The Lesser Bohemians by Eimear McBride

Hardcover, read August 2019

“It’s not everyone you’re not lonely with.”

Eimear McBride is basically my hero: reading her books feels like peeling off someone’s skin and wearing it, and that being the only way to ever truly know another person, in exactly as painful and horrible a way as that sounds. Her writing is like nothing else: it is jagged and exposed and aggressive, it is momentous, it is slippery and malleable. Her books do not tell stories, they tell feelings. In fact, it is almost as though they have no interest in telling stories: they want the fallout of what has happened, brushing past what happened quickly, painfully, without lingering in the what of it all.

“I will remember this because, even though this morning’s not much of his life, it’s very much of mine. Whatever happens, nothing will be the same after and nothing will be like it again. Right, he says It’s getting late. We should go or you’ll miss your train.”

Both A Girl is a Half-Formed Thing and The Lesser Bohemians are intense, graphic stories of trauma and abuse. If you saw my thoughts on A Little Life, you’ll know I have little tolerance for books that use trauma as a plot device or for character development; and yet, we do need to be able to talk about abuse and trauma, especially in books. I think there is some kind of line between telling about it and using it, between healing and trauma porn, and if I’m being completely honest I’m not sure where McBride’s books sit. The abuse is horrific, the fallout in equal measure. I lean towards placing these books on the healing side of the line because within the books, it is not about the abuse. It is about how a life comes together after the worst things happen to a person, how the shards do and don’t fit together, how each of our shards do and don’t settle into each other, how sometimes they stab inwards, outwards, on purpose, by accident.

(Related: whoever is writing the jacket copy for McBride’s books is the **wrong person** for the job, both books have the worst [untrue, mismatched] descriptions I’ve ever seen.)

“Bodies knowing the other’s well from before but everything else running through now, making it rare. Keeping quiet, for discretion, more. For hearing the secret of our secret thoughts falling between. And the desire that follows, no matter what we do, cannot be spent up and does not let go.”

I do not unconditionally love The Lesser Bohemians. In fact, it’s possible I have a few grave concerns about it. But I still give it five stars, I would still die for McBride’s writing, and I still recommend it fiercely with extreme trigger warnings. (Do not trust the jacket copy, if you need to protect yourself with more details ask someone who’s read it.) I can’t wait for more McBride.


§ **WHAT YOU HAVE TO DO**
No pictures belong in the answer. Repeat all the entries exactly.

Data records

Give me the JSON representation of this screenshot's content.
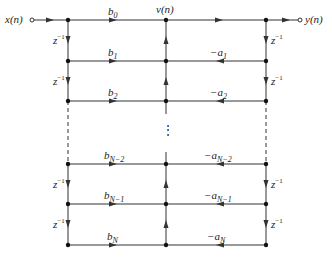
{
  "diagram": {
    "type": "signal-flow-graph",
    "input_label": "x(n)",
    "output_label": "y(n)",
    "center_node_label": "v(n)",
    "delay_label": "z",
    "delay_exp": "−1",
    "ellipsis": "⋮",
    "feedforward": [
      {
        "base": "b",
        "sub": "0"
      },
      {
        "base": "b",
        "sub": "1"
      },
      {
        "base": "b",
        "sub": "2"
      },
      {
        "base": "b",
        "sub": "N−2"
      },
      {
        "base": "b",
        "sub": "N−1"
      },
      {
        "base": "b",
        "sub": "N"
      }
    ],
    "feedback": [
      {
        "base": "−a",
        "sub": "1"
      },
      {
        "base": "−a",
        "sub": "2"
      },
      {
        "base": "−a",
        "sub": "N−2"
      },
      {
        "base": "−a",
        "sub": "N−1"
      },
      {
        "base": "−a",
        "sub": "N"
      }
    ],
    "line_color": "#333333"
  }
}
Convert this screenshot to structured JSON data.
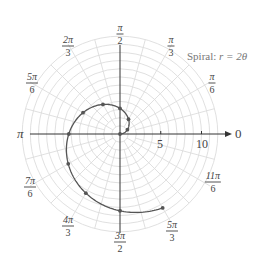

§ **SOLUTION FOR THIS EXERCISE**
Give me the JSON representation of this screenshot's content.
{
  "diagram": {
    "type": "signal-flow-graph",
    "input_label": "x(n)",
    "output_label": "y(n)",
    "center_node_label": "v(n)",
    "delay_label": "z",
    "delay_exp": "−1",
    "ellipsis": "⋮",
    "feedforward": [
      {
        "base": "b",
        "sub": "0"
      },
      {
        "base": "b",
        "sub": "1"
      },
      {
        "base": "b",
        "sub": "2"
      },
      {
        "base": "b",
        "sub": "N−2"
      },
      {
        "base": "b",
        "sub": "N−1"
      },
      {
        "base": "b",
        "sub": "N"
      }
    ],
    "feedback": [
      {
        "base": "−a",
        "sub": "1"
      },
      {
        "base": "−a",
        "sub": "2"
      },
      {
        "base": "−a",
        "sub": "N−2"
      },
      {
        "base": "−a",
        "sub": "N−1"
      },
      {
        "base": "−a",
        "sub": "N"
      }
    ],
    "line_color": "#333333"
  }
}
Convert this screenshot to structured JSON data.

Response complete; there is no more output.